“No one feels safe in their home anymore,” is how my husband’s cousin Nina explained the impact of last summer’s Lebanon War. She lives near Tel Aviv. Last summer she hosted her mother, her husband’s mother, his brother’s family, and several others as almost a dozen people camped out in her modest apartment all summer to escape the rockets raining down on their homes in Israel’s northern cities. The news reports Hezbollah is rearming with even longer range rockets. She worries how her daughter, who has twins and lives on the fifth floor in a Tel Aviv suburb, will get down to the bomb shelter if an attack comes and her husband is not home to help.
Nina did not need the Winograd Report to tell her the war in Lebanon was mishandled and left Israelis feeling much less secure than before the war. Among the lessons that stuck home was the need for more flexibility and the need to train its soldiers to fight a different kind of war now.
I recently returned from visiting Israel and all over the state I saw maneuvers taking place so that the IDF would be better prepared next time. One year later, there is a sense of inevitability that “next time” could occur any time, on any number of fronts.
All this said, claims that Israel lost the war in Lebanon are inaccurate. Here are some of the positive results from last summer’s war:

*Up until last summer Hezbollah operated with impunity right up to the border. Now an expanded UN presence and more active Lebanese Army have created a defacto no-man’s-land, which limits Hezbollah’s ability to reach all but Israel’s most northern communities with its rockets.

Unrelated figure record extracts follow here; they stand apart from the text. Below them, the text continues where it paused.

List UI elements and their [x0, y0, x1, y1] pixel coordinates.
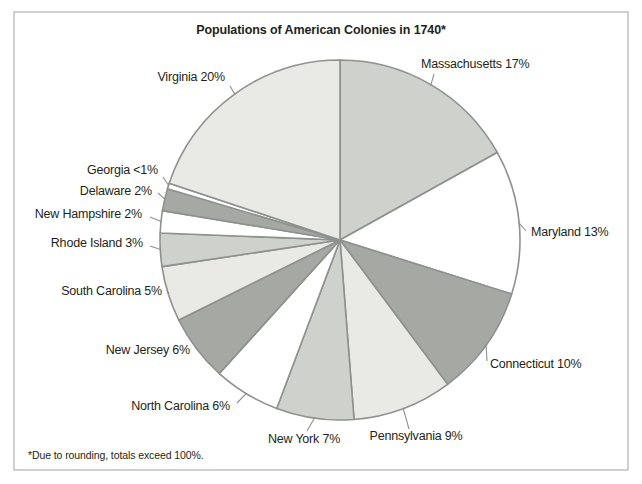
- leader-line-north-carolina: [237, 393, 247, 403]
- leader-line-connecticut: [486, 344, 487, 361]
- leader-line-georgia: [163, 177, 169, 186]
- leader-line-new-hampshire: [150, 217, 162, 222]
- leader-line-virginia: [230, 86, 235, 95]
- slice-label-massachusetts: Massachusetts 17%: [421, 57, 530, 71]
- slice-label-maryland: Maryland 13%: [531, 225, 609, 239]
- leader-line-pennsylvania: [403, 408, 409, 429]
- slice-label-new-york: New York 7%: [268, 432, 340, 446]
- slice-label-rhode-island: Rhode Island 3%: [51, 236, 143, 250]
- chart-title: Populations of American Colonies in 1740…: [196, 23, 446, 37]
- pie-chart-svg: Populations of American Colonies in 1740…: [0, 0, 642, 484]
- leader-line-new-york: [307, 417, 315, 431]
- slice-label-new-jersey: New Jersey 6%: [106, 343, 190, 357]
- leader-line-massachusetts: [431, 74, 434, 86]
- slice-label-connecticut: Connecticut 10%: [490, 357, 582, 371]
- slice-label-new-hampshire: New Hampshire 2%: [35, 207, 142, 221]
- slice-label-georgia: Georgia <1%: [87, 163, 158, 177]
- slice-label-south-carolina: South Carolina 5%: [61, 284, 162, 298]
- slice-label-north-carolina: North Carolina 6%: [131, 399, 230, 413]
- slice-label-virginia: Virginia 20%: [157, 70, 225, 84]
- chart-panel: Populations of American Colonies in 1740…: [0, 0, 642, 484]
- footnote: *Due to rounding, totals exceed 100%.: [28, 449, 204, 461]
- pie-slices: [160, 60, 520, 420]
- slice-label-pennsylvania: Pennsylvania 9%: [370, 429, 463, 443]
- slice-label-delaware: Delaware 2%: [80, 184, 152, 198]
- leader-line-delaware: [158, 193, 166, 200]
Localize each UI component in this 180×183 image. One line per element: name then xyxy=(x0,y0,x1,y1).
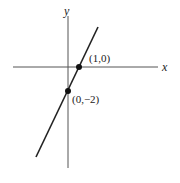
point-label-x-intercept: (1,0) xyxy=(89,52,110,65)
y-axis-label: y xyxy=(63,4,70,18)
coordinate-diagram: y x (1,0) (0,−2) xyxy=(0,0,180,183)
point-y-intercept xyxy=(65,88,71,94)
point-label-y-intercept: (0,−2) xyxy=(72,93,100,106)
point-x-intercept xyxy=(76,64,82,70)
x-axis-label: x xyxy=(161,60,168,74)
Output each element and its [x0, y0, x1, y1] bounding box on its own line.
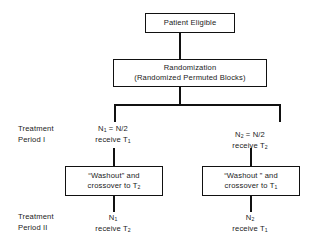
arm-right-p2-receive-subscript: 1: [265, 227, 268, 233]
arm-right-p1-n-subscript: 2: [241, 133, 244, 139]
connector-right-washout-to-result: [250, 196, 252, 212]
arm-left-p2-receive-subscript: 2: [128, 227, 131, 233]
arm-label-left-period-1: N1 = N/2 receive T1: [95, 124, 130, 146]
node-randomization-line1: Randomization: [164, 63, 217, 73]
node-washout-right-line2: crossover to T1: [225, 181, 278, 191]
node-washout-right-line1: “Washout ” and: [224, 171, 278, 181]
arm-right-p2-receive-text: receive T: [232, 224, 264, 233]
node-washout-left-line1: “Washout” and: [88, 171, 139, 181]
arm-left-p1-n-subscript: 1: [104, 127, 107, 133]
connector-split-right-branch: [279, 104, 281, 122]
connector-left-washout-to-result: [113, 196, 115, 212]
arm-left-p2-line1: N1: [95, 213, 130, 224]
node-randomization: Randomization (Randomized Permuted Block…: [113, 59, 267, 87]
arm-left-p2-receive-text: receive T: [95, 224, 127, 233]
node-washout-left-line2-text: crossover to T: [88, 181, 138, 190]
connector-split-left-branch: [114, 104, 116, 122]
arm-label-left-period-2: N1 receive T2: [95, 213, 130, 235]
arm-right-p1-line1: N2 = N/2: [232, 130, 267, 141]
arm-right-p1-receive-subscript: 2: [265, 144, 268, 150]
node-patient-eligible-label: Patient Eligible: [164, 18, 217, 28]
arm-right-p2-line2: receive T1: [232, 224, 267, 235]
row-label-period-1-line1: Treatment: [18, 124, 54, 135]
arm-right-p2-line1: N2: [232, 213, 267, 224]
node-randomization-line2: (Randomized Permuted Blocks): [134, 73, 245, 83]
row-label-period-2-line2: Period II: [18, 223, 54, 234]
arm-left-p2-line2: receive T2: [95, 224, 130, 235]
node-washout-right-line2-text: crossover to T: [225, 181, 275, 190]
node-washout-right-line2-subscript: 1: [275, 184, 278, 190]
connector-left-arm-to-washout: [113, 148, 115, 166]
arm-right-p1-receive-text: receive T: [232, 141, 264, 150]
node-washout-left-line2: crossover to T2: [88, 181, 141, 191]
row-label-treatment-period-2: Treatment Period II: [18, 212, 54, 234]
arm-right-p1-n-suffix: = N/2: [244, 130, 265, 139]
arm-left-p1-line2: receive T1: [95, 135, 130, 146]
arm-right-p2-n-subscript: 2: [251, 216, 254, 222]
row-label-treatment-period-1: Treatment Period I: [18, 124, 54, 146]
arm-left-p1-line1: N1 = N/2: [95, 124, 130, 135]
arm-left-p1-receive-subscript: 1: [128, 138, 131, 144]
arm-left-p1-receive-text: receive T: [95, 135, 127, 144]
arm-label-right-period-2: N2 receive T1: [232, 213, 267, 235]
node-washout-left: “Washout” and crossover to T2: [65, 166, 163, 196]
connector-eligible-to-randomization: [179, 33, 181, 59]
node-washout-right: “Washout ” and crossover to T1: [202, 166, 300, 196]
arm-left-p1-n-suffix: = N/2: [107, 124, 128, 133]
connector-split-horizontal-bar: [114, 104, 281, 106]
arm-label-right-period-1: N2 = N/2 receive T2: [232, 130, 267, 152]
arm-left-p2-n-subscript: 1: [114, 216, 117, 222]
node-washout-left-line2-subscript: 2: [138, 184, 141, 190]
row-label-period-1-line2: Period I: [18, 135, 54, 146]
node-patient-eligible: Patient Eligible: [145, 13, 235, 33]
row-label-period-2-line1: Treatment: [18, 212, 54, 223]
arm-right-p1-line2: receive T2: [232, 141, 267, 152]
connector-randomization-to-split: [179, 87, 181, 105]
crossover-trial-flow-diagram: Patient Eligible Randomization (Randomiz…: [0, 0, 327, 248]
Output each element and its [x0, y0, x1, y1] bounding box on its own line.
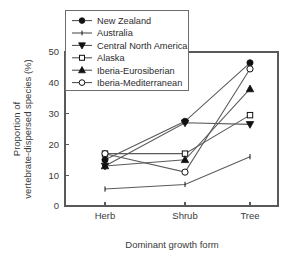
series-line	[105, 157, 250, 189]
y-tick-label: 20	[48, 139, 59, 150]
legend-label: Central North America	[97, 41, 188, 51]
series-australia	[105, 154, 250, 192]
x-tick-label: Herb	[95, 210, 116, 221]
x-axis-title: Dominant growth form	[125, 239, 219, 250]
data-point	[247, 66, 253, 72]
legend-label: New Zealand	[97, 16, 151, 26]
data-point	[102, 151, 108, 157]
y-tick-label: 40	[48, 77, 59, 88]
data-point	[246, 85, 253, 92]
data-point	[246, 122, 253, 129]
legend-label: Iberia-Eurosiberian	[97, 66, 175, 76]
legend-marker	[80, 55, 85, 60]
data-point	[247, 60, 253, 66]
legend-label: Australia	[97, 28, 134, 38]
y-tick-label: 50	[48, 46, 59, 57]
y-axis-title-line-1: Proportion of	[11, 101, 22, 156]
series-line	[105, 123, 250, 166]
legend-marker	[79, 18, 85, 24]
y-tick-label: 30	[48, 108, 59, 119]
line-chart: 01020304050 HerbShrubTree Dominant growt…	[0, 0, 296, 257]
x-tick-label: Shrub	[172, 210, 197, 221]
data-point	[247, 112, 252, 117]
chart-legend: New ZealandAustraliaCentral North Americ…	[65, 10, 188, 90]
chart-figure: 01020304050 HerbShrubTree Dominant growt…	[0, 0, 296, 257]
series-line	[105, 115, 250, 154]
legend-marker	[79, 80, 85, 86]
legend-label: Alaska	[97, 53, 125, 63]
y-tick-label: 10	[48, 170, 59, 181]
x-tick-label: Tree	[240, 210, 259, 221]
x-axis-ticks: HerbShrubTree	[95, 202, 260, 221]
y-axis-title-line-2: vertebrate-dispersed species (%)	[22, 59, 33, 198]
legend-label: Iberia-Mediterranean	[97, 78, 182, 88]
y-tick-label: 0	[54, 200, 59, 211]
series-central-north-america	[101, 120, 253, 170]
data-point	[182, 169, 188, 175]
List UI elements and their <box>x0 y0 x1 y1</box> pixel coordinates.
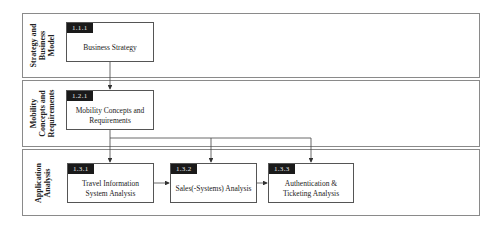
box-mobility-concepts: 1.2.1 Mobility Concepts and Requirements <box>66 90 154 130</box>
box-id: 1.1.1 <box>67 23 93 33</box>
box-sales-systems: 1.3.2 Sales(-Systems) Analysis <box>170 163 257 203</box>
box-id: 1.3.2 <box>171 164 197 174</box>
box-text: Mobility Concepts and Requirements <box>67 102 153 129</box>
box-text: Travel Information System Analysis <box>68 175 153 202</box>
box-authentication-ticketing: 1.3.3 Authentication & Ticketing Analysi… <box>268 163 354 203</box>
box-id: 1.3.3 <box>269 164 295 174</box>
box-text: Business Strategy <box>67 34 153 61</box>
box-text: Sales(-Systems) Analysis <box>171 175 256 202</box>
box-id: 1.3.1 <box>68 164 94 174</box>
box-travel-information: 1.3.1 Travel Information System Analysis <box>67 163 154 203</box>
box-text: Authentication & Ticketing Analysis <box>269 175 353 202</box>
box-business-strategy: 1.1.1 Business Strategy <box>66 22 154 62</box>
box-id: 1.2.1 <box>67 91 93 101</box>
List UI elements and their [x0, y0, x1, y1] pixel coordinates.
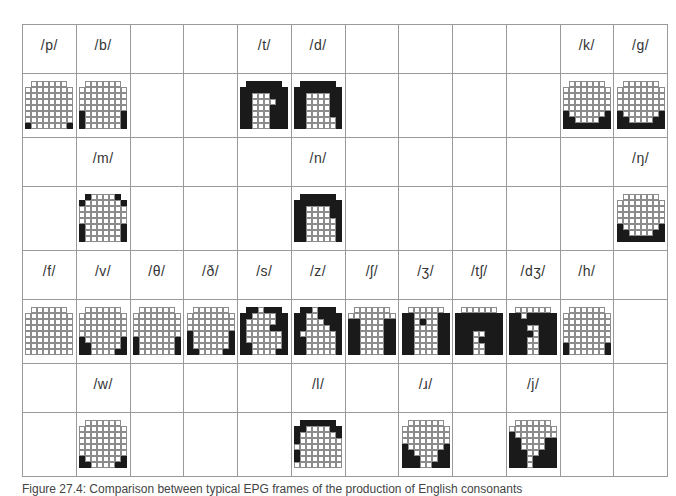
- electrode-contact: [605, 349, 611, 355]
- palatogram-cell: [399, 300, 453, 364]
- phoneme-label: /j/: [507, 364, 560, 392]
- label-cell: [238, 364, 292, 413]
- phoneme-label: [184, 138, 237, 150]
- label-cell: /ɹ/: [399, 364, 453, 413]
- phoneme-label: [507, 138, 560, 150]
- phoneme-label: [614, 251, 667, 263]
- phoneme-label: [23, 138, 76, 150]
- electrode-contact: [175, 349, 181, 355]
- phoneme-label: /ŋ/: [614, 138, 667, 166]
- label-cell: [453, 25, 507, 74]
- electrode-contact: [282, 349, 288, 355]
- phoneme-label: [453, 25, 506, 37]
- electrode-contact: [336, 123, 342, 129]
- label-cell: /s/: [238, 251, 292, 300]
- label-cell: [614, 364, 668, 413]
- epg-palatogram-d: [294, 81, 342, 129]
- phoneme-label: [131, 364, 184, 376]
- electrode-contact: [390, 349, 396, 355]
- phoneme-label: /p/: [23, 25, 76, 53]
- electrode-contact: [229, 349, 235, 355]
- palatogram-cell: [184, 74, 238, 138]
- phoneme-label: /w/: [77, 364, 130, 392]
- phoneme-label: [399, 25, 452, 37]
- phoneme-label: [23, 364, 76, 376]
- label-cell: [23, 364, 77, 413]
- electrode-contact: [121, 349, 127, 355]
- phoneme-label: /f/: [23, 251, 76, 279]
- label-cell: [345, 364, 399, 413]
- palatogram-cell: [453, 413, 507, 477]
- electrode: [67, 349, 73, 355]
- phoneme-label: [131, 138, 184, 150]
- label-cell: /k/: [560, 25, 614, 74]
- label-cell: /z/: [291, 251, 345, 300]
- palatogram-cell: [399, 74, 453, 138]
- electrode-contact: [659, 123, 665, 129]
- label-cell: /g/: [614, 25, 668, 74]
- phoneme-label: [184, 364, 237, 376]
- electrode-contact: [551, 349, 557, 355]
- label-cell: /ʃ/: [345, 251, 399, 300]
- phoneme-label: [238, 364, 291, 376]
- palatogram-cell: [506, 74, 560, 138]
- electrode-contact: [336, 349, 342, 355]
- palatogram-cell: [614, 413, 668, 477]
- phoneme-label: [614, 364, 667, 376]
- palatogram-cell: [238, 413, 292, 477]
- palatogram-cell: [76, 74, 130, 138]
- phoneme-label: /l/: [292, 364, 345, 392]
- epg-palatogram-p: [25, 81, 73, 129]
- label-cell: [130, 138, 184, 187]
- phoneme-label: /θ/: [131, 251, 184, 279]
- palatogram-cell: [76, 300, 130, 364]
- label-cell: [184, 138, 238, 187]
- phoneme-label: /t/: [238, 25, 291, 53]
- phoneme-label: [131, 25, 184, 37]
- phoneme-label: [346, 25, 399, 37]
- label-cell: /b/: [76, 25, 130, 74]
- palatogram-cell: [76, 413, 130, 477]
- phoneme-label-row: /p//b//t//d//k//g/: [23, 25, 668, 74]
- phoneme-label: [561, 138, 614, 150]
- epg-palatogram-v: [79, 307, 127, 355]
- epg-palatogram-m: [79, 194, 127, 242]
- electrode-contact: [497, 349, 503, 355]
- label-cell: /l/: [291, 364, 345, 413]
- palatogram-cell: [399, 187, 453, 251]
- palatogram-cell: [130, 413, 184, 477]
- electrode-contact: [551, 462, 557, 468]
- phoneme-label: [561, 364, 614, 376]
- palatogram-cell: [291, 300, 345, 364]
- phoneme-label: /tʃ/: [453, 251, 506, 279]
- phoneme-label: /ʒ/: [399, 251, 452, 279]
- phoneme-label: [507, 25, 560, 37]
- phoneme-label: /ʃ/: [346, 251, 399, 279]
- phoneme-label: /n/: [292, 138, 345, 166]
- label-cell: [506, 25, 560, 74]
- label-cell: [184, 364, 238, 413]
- label-cell: /d/: [291, 25, 345, 74]
- phoneme-label: /v/: [77, 251, 130, 279]
- palatogram-cell: [238, 187, 292, 251]
- epg-palatogram-dj: [509, 307, 557, 355]
- palatogram-cell: [506, 413, 560, 477]
- palatogram-cell: [184, 413, 238, 477]
- palatogram-cell: [184, 300, 238, 364]
- label-cell: /dʒ/: [506, 251, 560, 300]
- epg-frames-table: /p//b//t//d//k//g//m//n//ŋ//f//v//θ//ð//…: [22, 24, 668, 477]
- electrode-contact: [121, 123, 127, 129]
- palatogram-cell: [291, 74, 345, 138]
- palatogram-cell: [23, 413, 77, 477]
- epg-palatogram-sh: [348, 307, 396, 355]
- label-cell: [560, 364, 614, 413]
- phoneme-label: /m/: [77, 138, 130, 166]
- phoneme-label: /ɹ/: [399, 364, 452, 392]
- palatogram-cell: [345, 300, 399, 364]
- epg-palatogram-s: [240, 307, 288, 355]
- palatogram-cell: [399, 413, 453, 477]
- epg-palatogram-k: [563, 81, 611, 129]
- palatogram-cell: [238, 74, 292, 138]
- label-cell: [238, 138, 292, 187]
- label-cell: /j/: [506, 364, 560, 413]
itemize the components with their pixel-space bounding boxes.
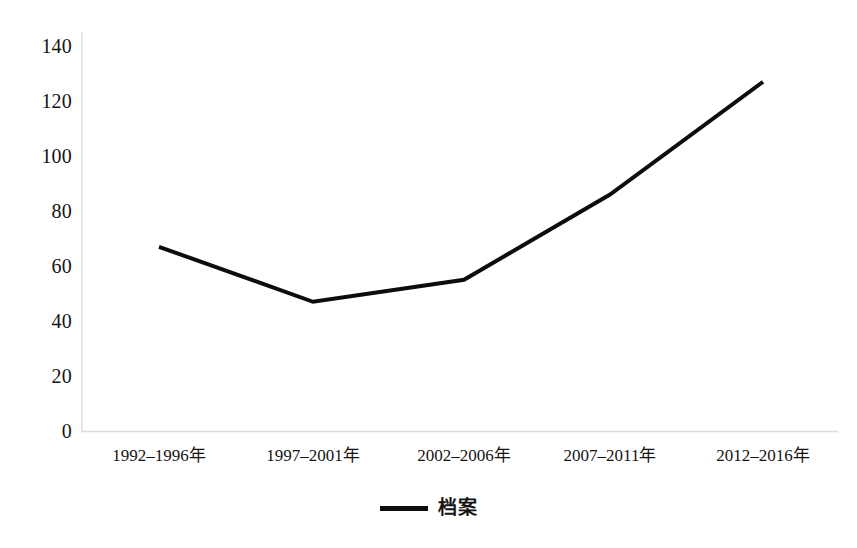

This summer was largely quiet because Hezbollah had been defanged.
*The Lebanese government, finally realizing the danger Hezbollah poses to its own viability, is fighting extremist elements in the refugee camps.
*Iran’s role in fermenting conflict has become more transparent, which is leading such nations as Russia, China, and France to become less obstructionist or more vigorous in international efforts to curb Iran.

These are some of the reasons Times of London commentator Tim Hames suggests that Israel is safer now than at any time in the last 25 years. (He also credits the often maligned security barrier that has successfully barred suicide terrorists from entering Israel.)
There is another reason Israel won the war last summer. Hezbollah, and all the other terrorists, think that terror undermines people’s will. Just the opposite is true for Israelis. This summer I met kibbutzniks making an arid landscape bloom with just trickles of water, engineers whose ingenuity is sprouting skyscrapers that sport the names of every major IT company, average Israelis making the most of every minute of life at the beach with their families, and neighbors volunteering their time to make life better for others.
There is something to be said for compartmentalization. The result is an optimistic, creative, and dynamic Israeli society that is willing to share its gifts to its neighbors. All Israel wants in exchange is for its neighbors to accept its right to exist. Most Israelis have been willing to trade land for peace for some time now. Despite Lebanon War and current Palestinian strife, most Israelis still want peace and are willing to accept a Palestinian State.
The final lesson from last summer’s war is this: Israel is not going away, no matter how unsafe they feel in their homes, no matter what Israel’s enemies will do. The question is: will the forces that realize this in the Arab camp also realize it is in their best interest to finally recognize Israel’s existence and make a peace that can be mutually productive?